▸ EXERCISE
Please write out exactly the lines from the one with "Find the location" through the end of the data below, both ends included, and omit any pictures.

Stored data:
══════
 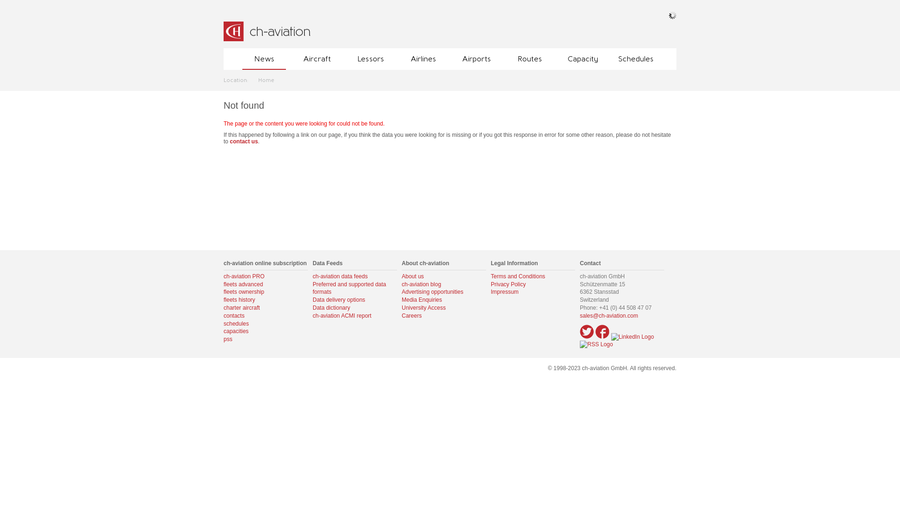 What do you see at coordinates (635, 59) in the screenshot?
I see `Schedules` at bounding box center [635, 59].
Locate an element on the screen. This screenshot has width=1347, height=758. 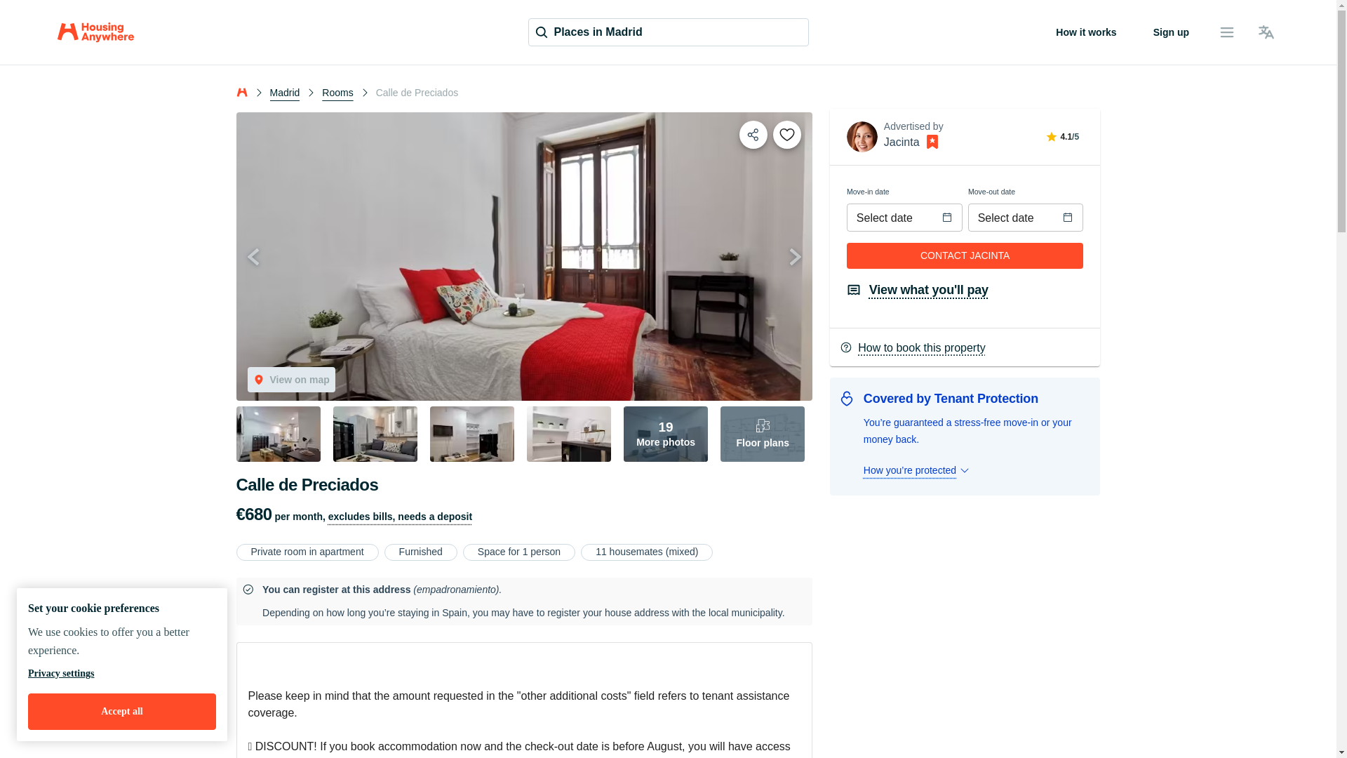
CONTACT JACINTA is located at coordinates (966, 255).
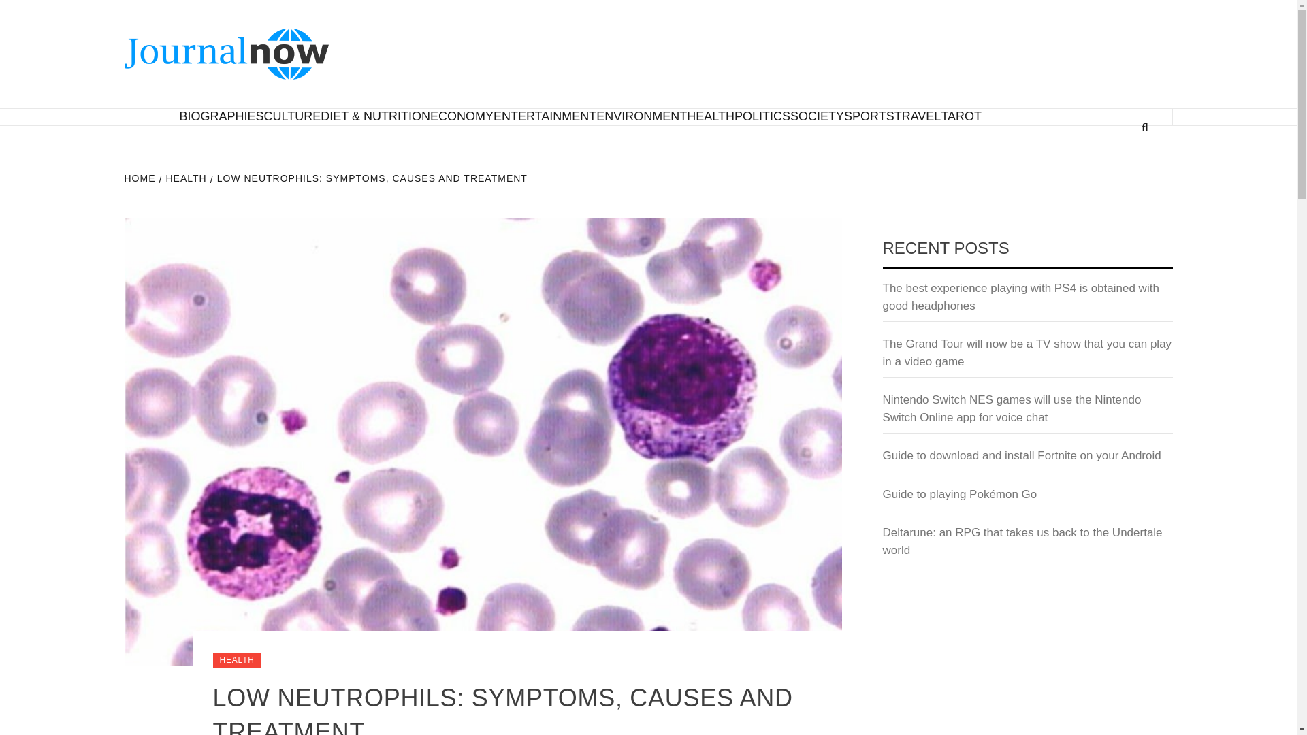 This screenshot has width=1307, height=735. Describe the element at coordinates (185, 178) in the screenshot. I see `HEALTH` at that location.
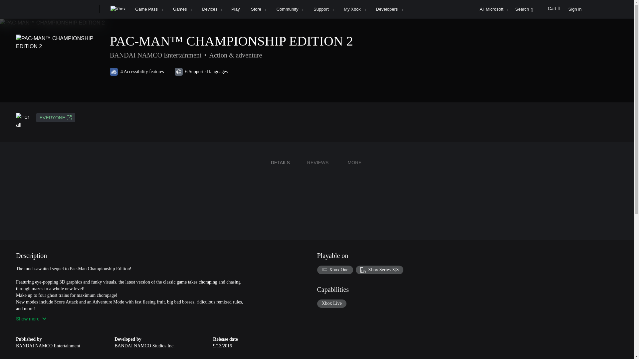  I want to click on Game Pass, so click(148, 9).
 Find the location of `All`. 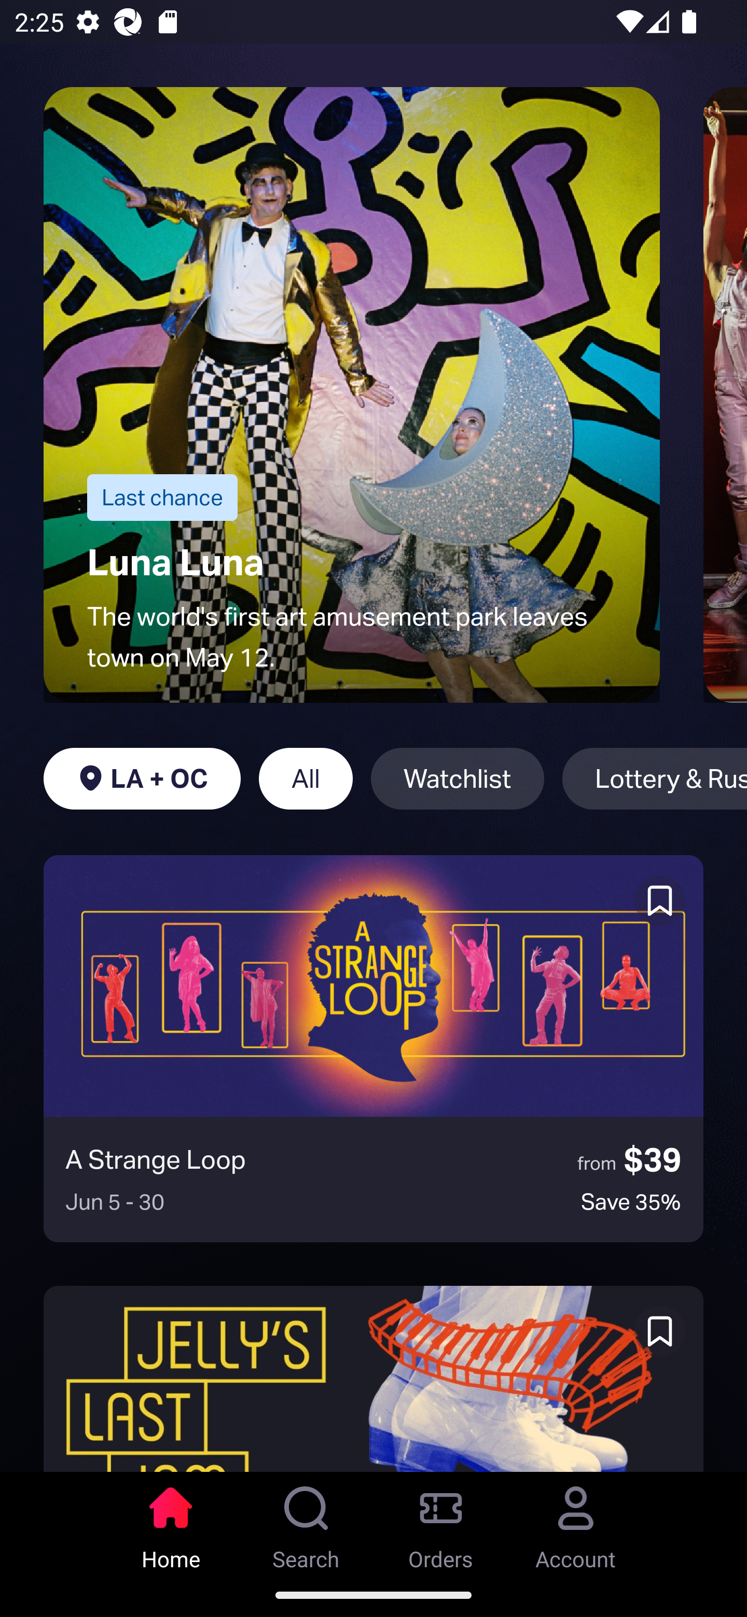

All is located at coordinates (305, 779).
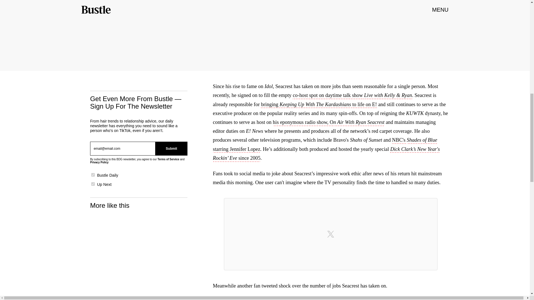 This screenshot has height=300, width=534. What do you see at coordinates (171, 148) in the screenshot?
I see `Submit` at bounding box center [171, 148].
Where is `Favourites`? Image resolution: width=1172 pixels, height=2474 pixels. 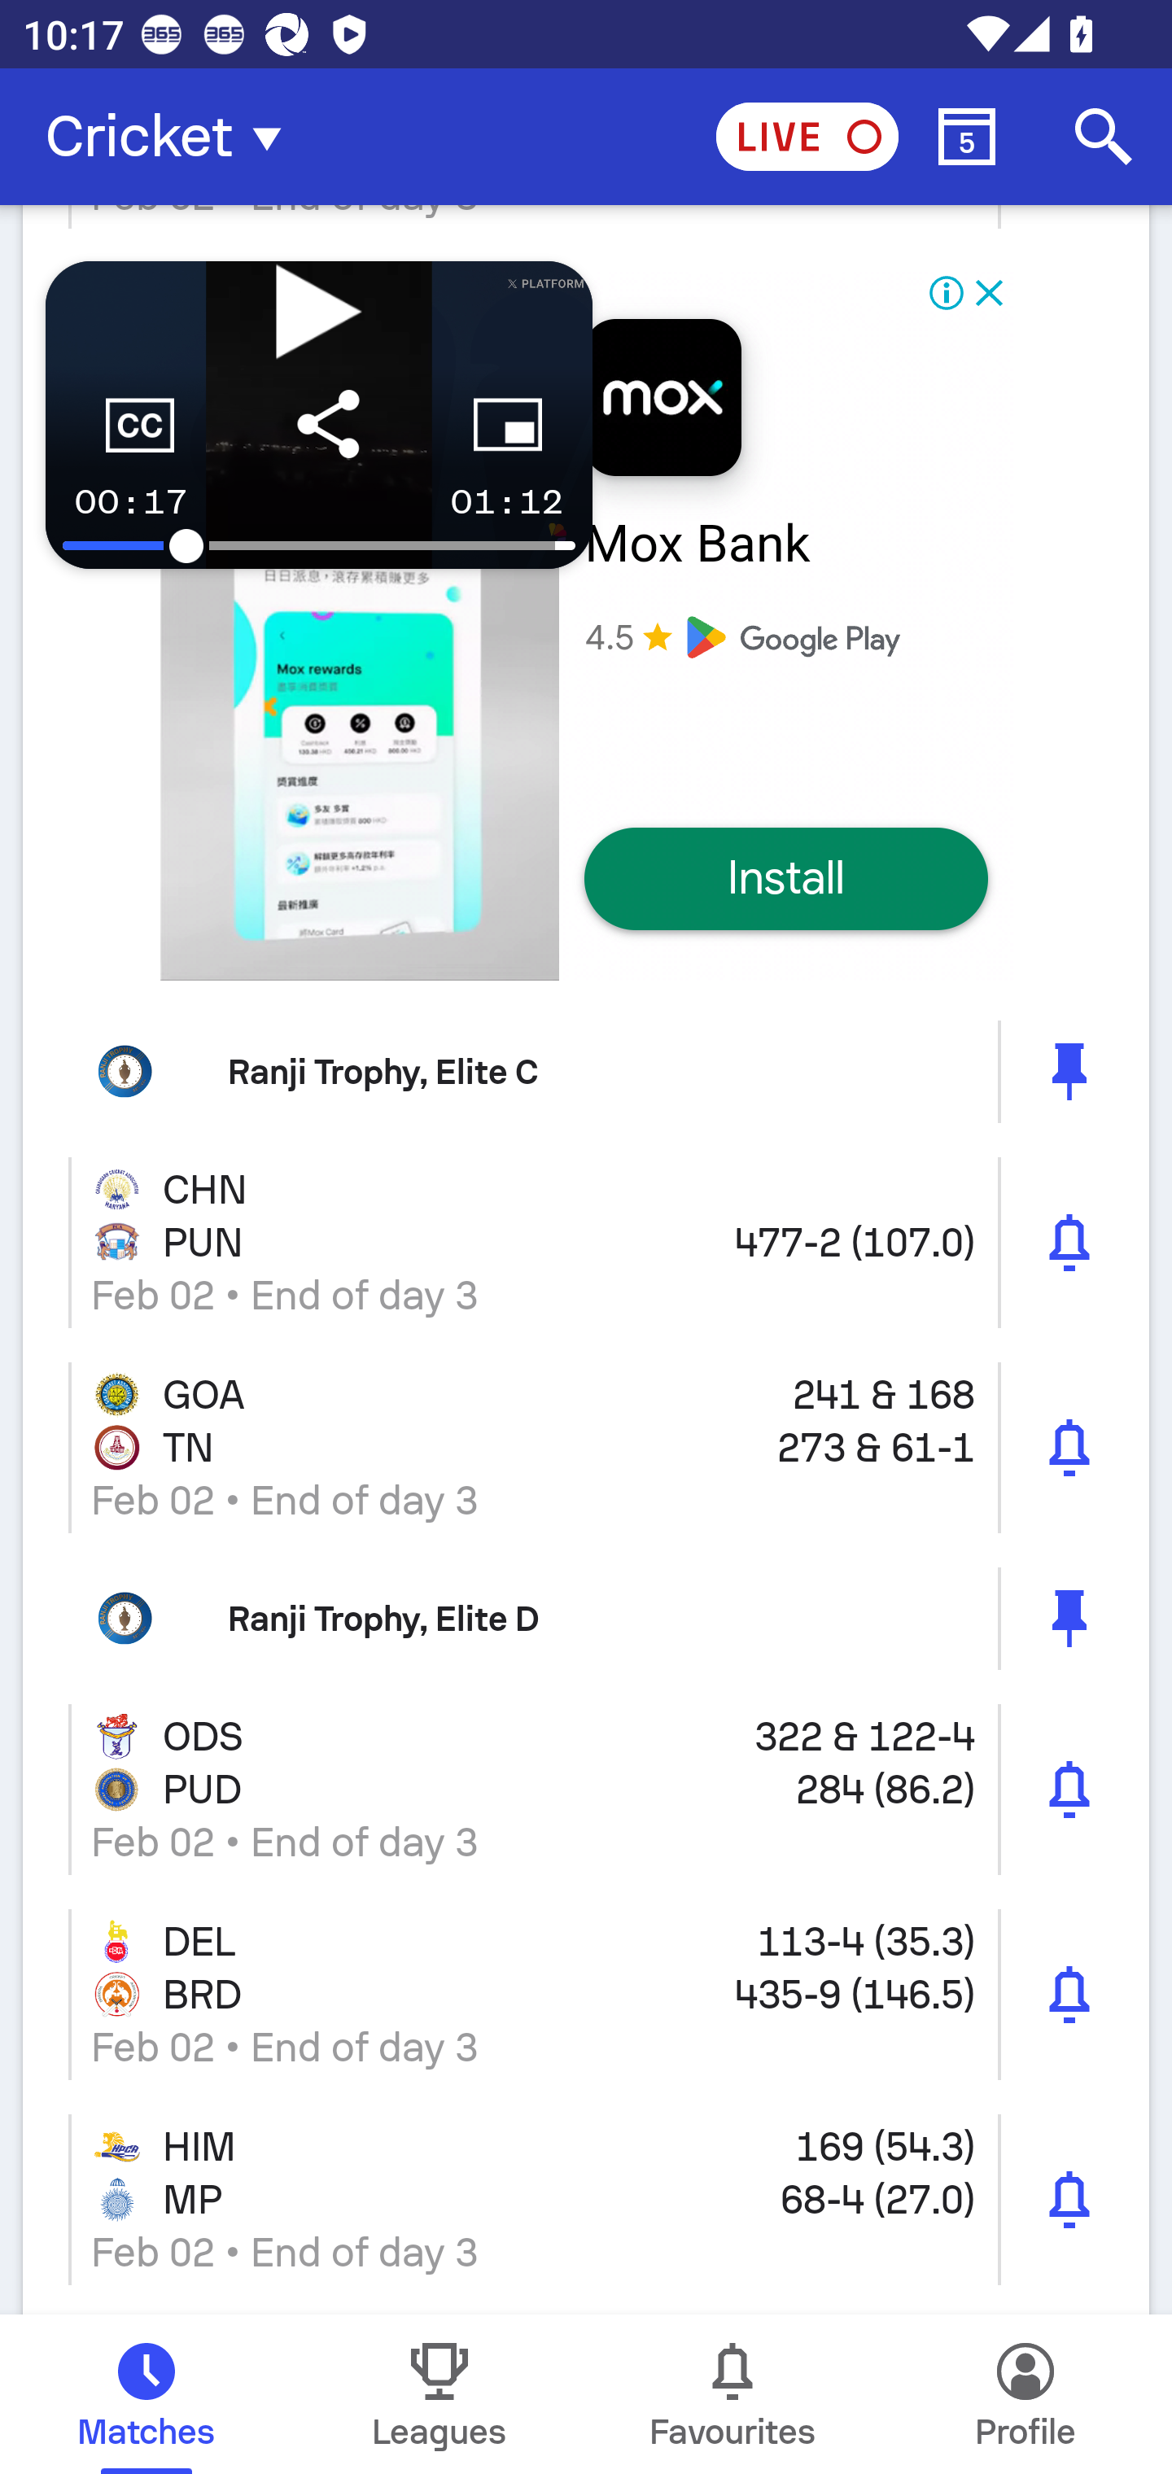
Favourites is located at coordinates (732, 2394).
══════
▸ SOLUTION TO THE EXERCISE
 Find the location of `All`. 

All is located at coordinates (305, 779).
 This screenshot has height=300, width=534. What do you see at coordinates (171, 148) in the screenshot?
I see `Submit` at bounding box center [171, 148].
Where is `Favourites`? Image resolution: width=1172 pixels, height=2474 pixels. 
Favourites is located at coordinates (732, 2394).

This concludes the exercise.